Is it really getting harder to sell on Amazon? Or are there any other factors affecting this?

AMAZON NEWS
Amazon has introduced a new 3.5% “fuel and logistics” surcharge on FBA fees.
On its own, it seems small. But like most Amazon changes, the impact isn’t just the percentage—it’s how these increases stack over time.
👀 What actually changed
Starting April 17, Amazon will apply a 3.5% surcharge to fulfillment fees across FBA in the U.S. and Canada.This applies to pick, pack, and shipping—not product price.
On average, that’s about $0.17 more per unit. It will also extend to Buy with Prime and Multi-Channel Fulfillment in May.
Why Amazon is doing it
Amazon points to rising fuel and logistics costs. Instead of absorbing those costs, they’re passing part of it to sellers—similar to what major carriers have done across the industry
📈 On paper, this is a minor increase
In reality, it adds to existing pressure: higher ad costs, ongoing fee changes, and tight competition. Small increases matter more when margins are already thin.
How it affects sellers
For strong brands, this is manageable. For low-margin sellers, it’s harder to absorb—especially in competitive categories where raising prices isn’t easy. Over time, changes like this can determine which products remain viable.
The pattern
Amazon introduced a similar surcharge in 2022. These changes are often framed as temporary, but they tend to become part of the system sellers operate in.
The takeaway
This isn’t just about a 3.5% fee. It’s about how Amazon evolves—through small, consistent changes that gradually reshape margins.
For sellers, the focus isn’t just managing this increase. It’s building a business that can handle what comes next.

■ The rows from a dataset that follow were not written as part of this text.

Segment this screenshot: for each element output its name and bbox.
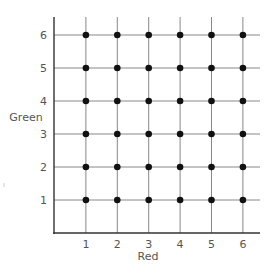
data-point — [240, 197, 247, 204]
data-point — [83, 164, 90, 171]
data-point — [83, 32, 90, 39]
data-point — [177, 98, 184, 105]
x-axis-title: Red — [138, 250, 159, 263]
data-points — [83, 32, 247, 204]
x-tick-label: 1 — [82, 238, 89, 251]
data-point — [208, 32, 215, 39]
x-tick-label: 5 — [208, 238, 215, 251]
data-point — [177, 164, 184, 171]
data-point — [145, 164, 152, 171]
data-point — [240, 32, 247, 39]
y-tick-label: 5 — [40, 62, 47, 75]
y-tick-label: 6 — [40, 29, 47, 42]
data-point — [240, 131, 247, 138]
data-point — [177, 65, 184, 72]
y-tick-label: 3 — [40, 128, 47, 141]
data-point — [83, 98, 90, 105]
data-point — [208, 131, 215, 138]
data-point — [177, 131, 184, 138]
red-green-lattice-chart: 123456 123456 Red Green — [0, 0, 270, 273]
data-point — [240, 164, 247, 171]
y-tick-label: 1 — [40, 194, 47, 207]
data-point — [83, 65, 90, 72]
x-tick-label: 4 — [177, 238, 184, 251]
data-point — [177, 197, 184, 204]
y-axis-title: Green — [9, 111, 42, 124]
data-point — [114, 32, 121, 39]
data-point — [145, 32, 152, 39]
data-point — [145, 131, 152, 138]
data-point — [114, 65, 121, 72]
data-point — [240, 98, 247, 105]
x-tick-labels: 123456 — [82, 238, 246, 251]
x-tick-label: 6 — [239, 238, 246, 251]
data-point — [114, 98, 121, 105]
y-tick-label: 2 — [40, 161, 47, 174]
data-point — [145, 197, 152, 204]
y-tick-label: 4 — [40, 95, 47, 108]
data-point — [145, 65, 152, 72]
data-point — [83, 131, 90, 138]
data-point — [145, 98, 152, 105]
data-point — [208, 164, 215, 171]
data-point — [240, 65, 247, 72]
data-point — [114, 197, 121, 204]
data-point — [114, 164, 121, 171]
data-point — [177, 32, 184, 39]
data-point — [208, 197, 215, 204]
data-point — [114, 131, 121, 138]
data-point — [208, 98, 215, 105]
data-point — [208, 65, 215, 72]
data-point — [83, 197, 90, 204]
x-tick-label: 2 — [114, 238, 121, 251]
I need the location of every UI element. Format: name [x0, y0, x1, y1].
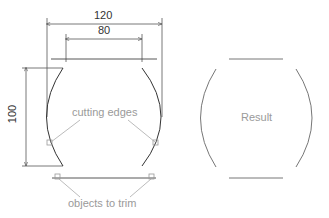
- dimension-80-label: 80: [98, 24, 110, 36]
- leader-cutting-right: [128, 120, 155, 142]
- dimension-80: [66, 34, 142, 62]
- leader-trim-left: [59, 179, 80, 197]
- dimension-100-label: 100: [6, 105, 18, 123]
- cutting-edges-label: cutting edges: [72, 106, 137, 118]
- diagram-canvas: [0, 0, 329, 218]
- dimension-120-label: 120: [94, 9, 112, 21]
- objects-to-trim-label: objects to trim: [68, 197, 136, 209]
- leader-trim-right: [130, 179, 151, 197]
- leader-cutting-left: [51, 120, 80, 142]
- dimension-100: [22, 68, 63, 166]
- left-cutting-arc: [47, 68, 64, 166]
- result-label: Result: [241, 111, 272, 123]
- right-cutting-arc: [142, 68, 161, 166]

TOGETHER WITH WALMART MARKETPLACE

Lavazza, a coffee brand, saw more than 200% growth in Walmart Marketplace sales within 18 months of leveraging Walmart Fulfillment Services (WFS).*
Since joining WFS, Lavazza has:
Let WFS do the heavy lifting while you focus on scaling your way.
Join Walmart Marketplace today
*Data provided by Lavazza

BITES OF THE WEEK

TRENDING TOPIC

Amazon is testing Prime shipping outside of Amazon.
Shoppers can now get Prime delivery on brand websites—without logging into their Amazon account.
At first, it looks like a small UX update. But it changes how Amazon fits into ecommerce.
What actually changed
Amazon is letting select brands offer Prime shipping directly on their own websites. Customers browse and check out like normal. There’s no Amazon login and no redirect.
But behind the scenes, Amazon still handles fulfillment and delivery.
So while the experience feels like a direct brand purchase, the infrastructure is still Amazon.
🖊️ Why this matters
For years, Amazon pulled transactions into its own platform. Now it’s starting to push its advantages outward.
By removing the login requirement, it becomes much easier for brands to adopt Prime shipping without disrupting their own customer experience.
That small change lowers friction—and makes the model easier to scale.
What this creates
Brands keep control of the front end. They own the storefront, the branding, and the customer relationship.
But Amazon controls the delivery. Which means the most critical part of the experience still runs through Amazon.
Where the shift is happening
Amazon is expanding beyond being just a marketplace. It’s positioning itself as infrastructure.
Not just where people shop, but how orders get fulfilled—even outside its own platform. That allows Amazon to grow without needing every transaction to happen on their website.
The takeaway
This isn’t just about Prime shipping. It’s about reach. Amazon doesn’t need to own the transaction anymore. It just needs to power what happens after it.